Fire-starting California utility PG&E criminally charged for 2019 Kincade Fire
Joseph Wilkinson
Troubled California utility Pacific Gas & Electric was charged Tuesday with 33 crimes because its equipment caused a 2019 fire that torched 77,000 acres in Northern California.
The Kincade Fire destroyed 374 structures, including 170 homes, in 2019 in Sonoma County, prime wine country about 50 miles north of San Francisco. Six firefighters were injured; no one was killed.
In this Oct. 27, 2019, photo, flames from the Kincade Fire consume Soda Rock Winery in Healdsburg, Calif. (Noah Berger/)

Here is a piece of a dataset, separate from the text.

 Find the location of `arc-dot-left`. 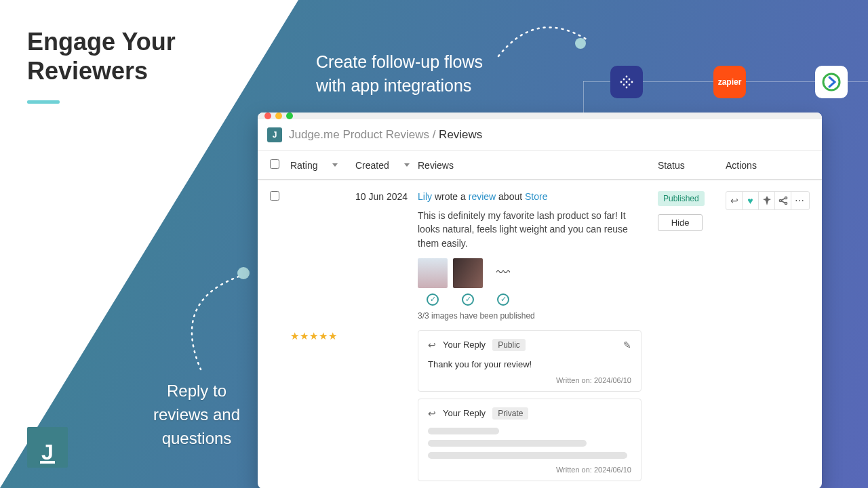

A Cal Fire investigation determined the fire started when an old PG&E power line snapped in high winds.
Sonoma County District Attorney Jill Ravitch charged the company with five felonies and 28 misdemeanors.
In this Feb 20, 2020, photo, a Pacific Gas & Electric truck drives past a PG&E location in San Francisco. (Jeff Chiu/)
PG&E admitted that its equipment started the blaze, but has not reviewed Cal Fire’s investigation, according to a press release. The company also said it doesn’t think a crime was committed.
Tuesday’s filing is the latest in a constant series of issues for PG&E. The company pleaded guilty last year to 84 counts of manslaughter for causing the 2018 Camp Fire, which nearly wiped the towns of Paradise and Concow off the map.
PG&E declared bankruptcy to handle all the civil settlements it owed for the blaze, which were eventually set at $13.5 billion.
The company emerged from bankruptcy in July 2020, but that did not stop its equipment from causing deadly fires. The October 2020 Zogg Fire, which killed four people, started when a tree crashed through a PG&E power line.